Despite the fact that seasonal influenza is associated with notable mortality and morbidity in the elder populationCitation8,Citation9 in China and the Chinese Center for Disease Control and Prevention (China CDC) designates the elderly as a priority group for influenza vaccination,Citation10 influenza vaccination is not included in the National Immunization Program (NIP). This may contribute to low vaccine coverage of 3.16% and 2.47% for the entire population in China during the influenza seasons of 2020–21 and 2021–22, respectively.Citation11 In recent years, a number of provinces and large cities have implemented annual free influenza vaccination policies for the elderly population with the aim of increasing vaccination coverage.Citation12–14 Ningbo is an economically developed coastal city located in Zhejiang Province and has two influenza activity peaks, one in November to February and the other in July to September.Citation15 The incidence rate of influenza infections indicated by serology in the elderly was 21% during the winter season of 2019–20.Citation15 In 2020, with the COVID-19 pandemic, a free influenza vaccination program was initiated in Zhejiang Province was initiated, providing the trivalent inactivated influenza vaccine to the elderly permanent household residents aged 70 years or older. In Ningbo, the target population has been expanded to permanent household residents aged 65 years or older since the 2021–22 season. Furthermore, the elderly are permitted to select the self-paid quadrivalent inactivated influenza vaccine as an alternative. The free influenza vaccine in Ningbo can be only administered at community healthcare centers and consigned medical institutions. Individual-level vaccination records are stored in the Zhejiang Immunization Information Management System (ZJIIMS), which provides an optimal tool for estimating influenza vaccination coverage in the elderly population.

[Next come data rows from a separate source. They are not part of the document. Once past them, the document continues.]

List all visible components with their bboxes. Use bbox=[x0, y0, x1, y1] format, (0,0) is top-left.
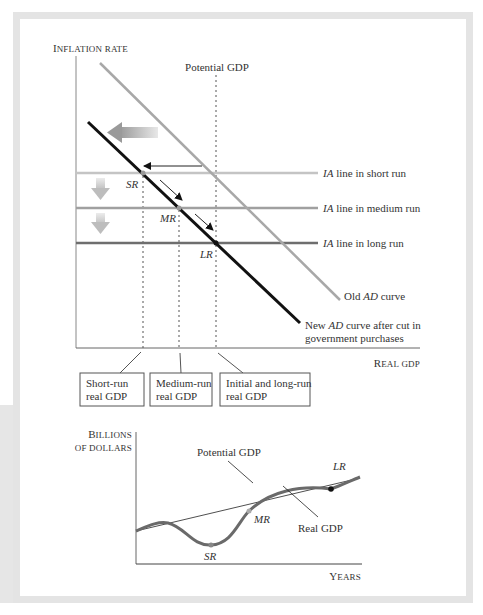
callout-line-mr bbox=[180, 353, 181, 373]
lr-label: LR bbox=[199, 248, 213, 260]
ia-long-label: IA line in long run bbox=[322, 237, 404, 249]
lr-label: LR bbox=[332, 460, 346, 472]
lr-point bbox=[328, 486, 334, 492]
arrow-sr-to-mr-icon bbox=[160, 180, 182, 200]
mr-label: MR bbox=[253, 513, 270, 525]
svg-text:real GDP: real GDP bbox=[226, 390, 267, 402]
potential-gdp-label: Potential GDP bbox=[197, 446, 261, 458]
old-ad-label: Old AD curve bbox=[344, 290, 405, 302]
mr-point bbox=[247, 509, 252, 514]
figure-svg: INFLATION RATE REAL GDP Potential GDP IA… bbox=[0, 0, 483, 615]
sr-point bbox=[141, 171, 146, 176]
x-axis-label: REAL GDP bbox=[374, 357, 420, 369]
ia-short-label: IA line in short run bbox=[322, 167, 407, 179]
svg-text:Initial and long-run: Initial and long-run bbox=[226, 377, 312, 389]
y-axis-label-line1: BILLIONS bbox=[88, 428, 132, 440]
y-axis-label: INFLATION RATE bbox=[53, 42, 128, 54]
down-arrow-icon-2 bbox=[91, 213, 110, 234]
new-ad-label: New AD curve after cut in bbox=[305, 319, 421, 331]
svg-text:Short-run: Short-run bbox=[86, 377, 129, 389]
callout-line-sr bbox=[120, 352, 141, 373]
sr-label: SR bbox=[204, 550, 217, 562]
real-gdp-label: Real GDP bbox=[298, 522, 343, 534]
bottom-chart: BILLIONS OF DOLLARS YEARS Potential GDP … bbox=[75, 428, 362, 582]
shift-left-arrow-icon bbox=[107, 122, 158, 143]
callout-line-lr bbox=[218, 353, 243, 373]
potential-gdp-label: Potential GDP bbox=[185, 61, 249, 73]
top-chart: INFLATION RATE REAL GDP Potential GDP IA… bbox=[53, 42, 421, 406]
lr-point bbox=[214, 241, 219, 246]
potential-gdp-pointer bbox=[228, 461, 253, 483]
svg-text:real GDP: real GDP bbox=[156, 390, 197, 402]
mr-label: MR bbox=[159, 212, 176, 224]
callout-box-short-run: Short-run real GDP bbox=[80, 373, 144, 406]
mr-point bbox=[177, 206, 182, 211]
x-axis-label: YEARS bbox=[329, 570, 361, 582]
new-ad-label-line2: government purchases bbox=[305, 332, 404, 344]
y-axis-label-line2: OF DOLLARS bbox=[75, 443, 132, 453]
callout-box-medium-run: Medium-run real GDP bbox=[150, 373, 212, 406]
sr-label: SR bbox=[126, 178, 139, 190]
real-gdp-pointer bbox=[283, 486, 318, 517]
new-ad-curve bbox=[88, 122, 300, 323]
down-arrow-icon-1 bbox=[91, 178, 110, 200]
svg-text:Medium-run: Medium-run bbox=[156, 377, 212, 389]
sr-point bbox=[209, 543, 214, 548]
ia-medium-label: IA line in medium run bbox=[322, 202, 421, 214]
svg-text:real GDP: real GDP bbox=[86, 390, 127, 402]
callout-box-long-run: Initial and long-run real GDP bbox=[220, 373, 312, 406]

A multitude of factors influence the influenza vaccination behavior of the elderly. During the COVID-19 pandemic, the similar initial symptoms of influenza and COVID-19, coupled with the potential co-circulation of both viruses, have led to heightened awareness of influenza vaccination, influencing vaccine uptake. A recent meta-analysis demonstrated that the COVID-19 pandemic has led to an increase in the intention to vaccinate against influenza.Citation16 However, other studies have indicated a decrease in influenza vaccination coverage during the same period.Citation11,Citation17,Citation18 To the best of our knowledge, no studies have been conducted to investigate whether free vaccination policies and the COVID-19 pandemic affect influenza vaccination coverage among the Chinese elderly population. Consequently, we conducted this study with the objective of estimating the trends of influenza vaccination coverage during six influenza seasons from 2017–18 to 2022–23, utilizing data from ZJIIMS, with a particular focus on the change between pre- and post- the COVID-19 pandemic. Furthermore, the impact of the free vaccination policy for influenza vaccination among the elderly was evaluated during three seasons from 2020–21 to 2022–23, with particular attention paid to the influence of the COVID-19 pandemic and the associated vaccination campaign.

Materials and methods

Target population

Given that annual seasonal influenza vaccines are available from July or August onwards, the influenza season was defined as the period from July 1 through May 31 of the following year. For each season under consideration (2017–18 through 2022–23), the elderly individuals were eligible for inclusion if they met the following criteria: 1) were born before 31 December, 1962; and 2) were registered in ZJIIMS and lived in Ningbo during the study period; and 3) were alive on July 1 of each influenza season.

Data resources

Appropriate anonymized individual records of the elderly, including vaccination records between July 1, 2017 and June 30, 2023 and demographic information were extracted from ZJIIMS on 30 June 2023. ZJIIMS is a computerized, population-based vaccination registration system, containing demographic information and all the vaccination records (including the vaccination records of more than 20 types of vaccines used in Ningbo) for the population living in Zhejiang Province. All vaccination clinics from 10 districts in Ningbo city are included in ZJIIMS. Upon the first visit to a vaccination clinic in Ningbo, the individual’s information will be registered into ZJIIMS, accompanied by a unique national identification number (NID). In light of the implementation of the COVID-19 vaccination campaign among the elderly since June 2021, a community-based initiative in Ningbo sought to collate and register the basic information of all individuals over the age of 60 residing in the area and this information was subsequently registered into ZJIIMS. Consequently, nearly all the elderly individuals residing in Ningbo were duly registered in ZJIIMS upon reaching the age of 60. Vaccination records from 2012 onwards were entered into ZJIIMS and updated in real time. The mortality data for the elderly was updated in accordance with the data from the Ningbo Death Surveillance Information System using the Unique NID number. The diagnosis records of influenza-like illness (ILI) of the elderly between July 1, 2017 and June 30, 2022 were obtained from the data warehouse of the Ningbo Regional Health Information Platform (NRHIP) which includes all the electronic medical records (EMRs) data of outpatient, emergency and inpatient visits from a network of all 65 public hospitals and 154 primary care institutions across Ningbo. The data is linked with other datasets using unique NID numbers.

Measures

In this study, we evaluated influenza vaccine uptake at the individual level for each influenza season. The outcome variable was defined as influenza vaccine coverage which was calculated as the proportion of vaccinated elderly individuals among the target population.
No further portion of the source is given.